Existing books on the analysis of popular music focus on theory and methodology and normally discuss parts of songs briefly as examples. In this book the obverse is true: songs take centre stage. The authors analyse them from a variety of theoretical positions, compare their different hearings and discuss the ways in which they make sense of specific songs. By concentrating on 13 well-known and recent songs, this book offers some model analyses that can be studied at home or used in seminars and classrooms for students of popular music at all academic levels.
‘Josh Emmons is the real deal: a major league prose writer who has fun in every sentence; you want to keep reading him for the pure pleasure of his company’ Jonathan Franzen
Reveals tales of sex and love from ancient Greece, Rome, and other Mediterranean cultures, offering insight into these civilizations' beliefs about contraception, bisexuality, cross-dressing, nymphomania, and erotic practices.

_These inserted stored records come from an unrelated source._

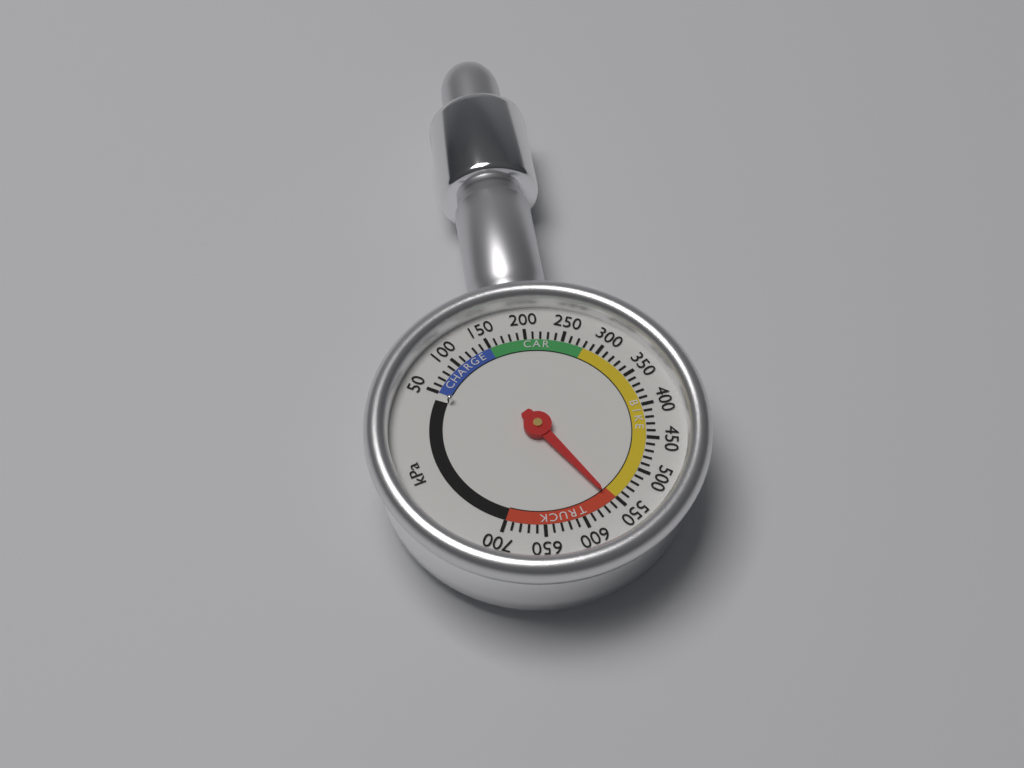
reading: 560 kPa
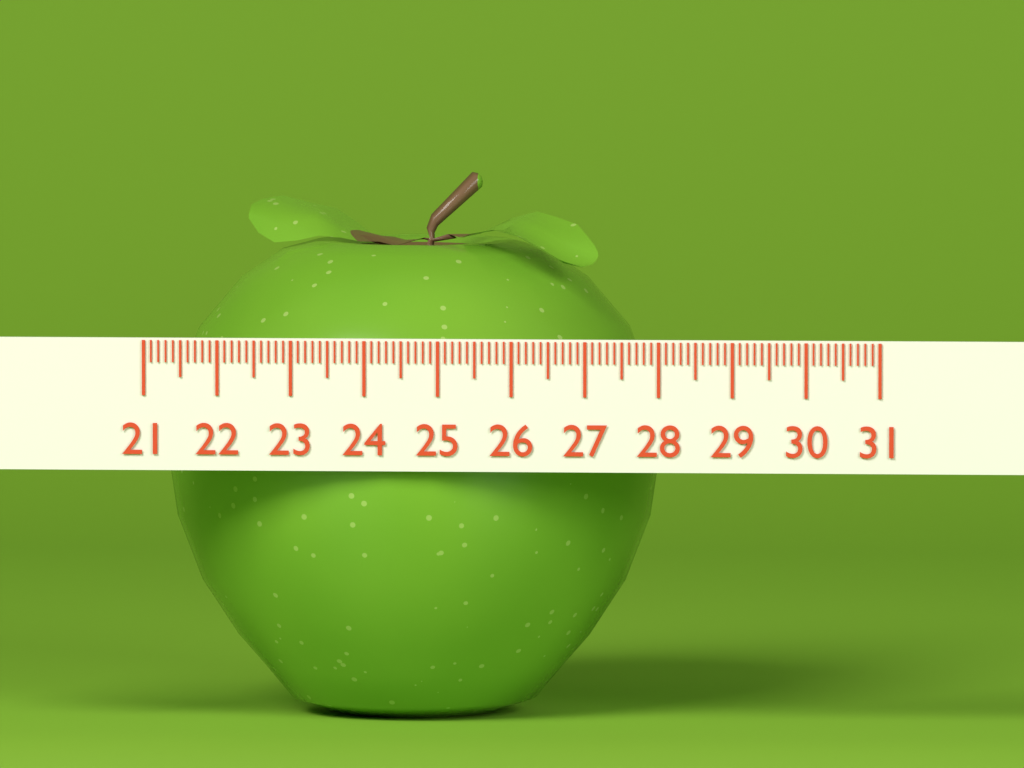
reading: 27.8 (no unit)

In this superb short fiction collection, Elmore Leonard, “the greatest crime writer of our time, perhaps ever” (New York Times Book Review), once again illustrates how the line between the law and the lawbreakers is not as firm as we might think. In the title story, the basis for the hit FX series Justified, U.S. Marshal Raylan Givens meets up with an old friend, but they’re now on different sides of the law. Federal marshal Karen Sisco, from Out of Sight, returns in “Karen Makes Out,” once again inadvertently mixing pleasure with business. In “When the Women Come Out to Dance,” Mrs. Mahmood gets more than she bargains for when she conspires with her maid to end her unhappy marriage. These nine stories are the great Elmore Leonard at his vivid, hilarious, and unfailingly human best.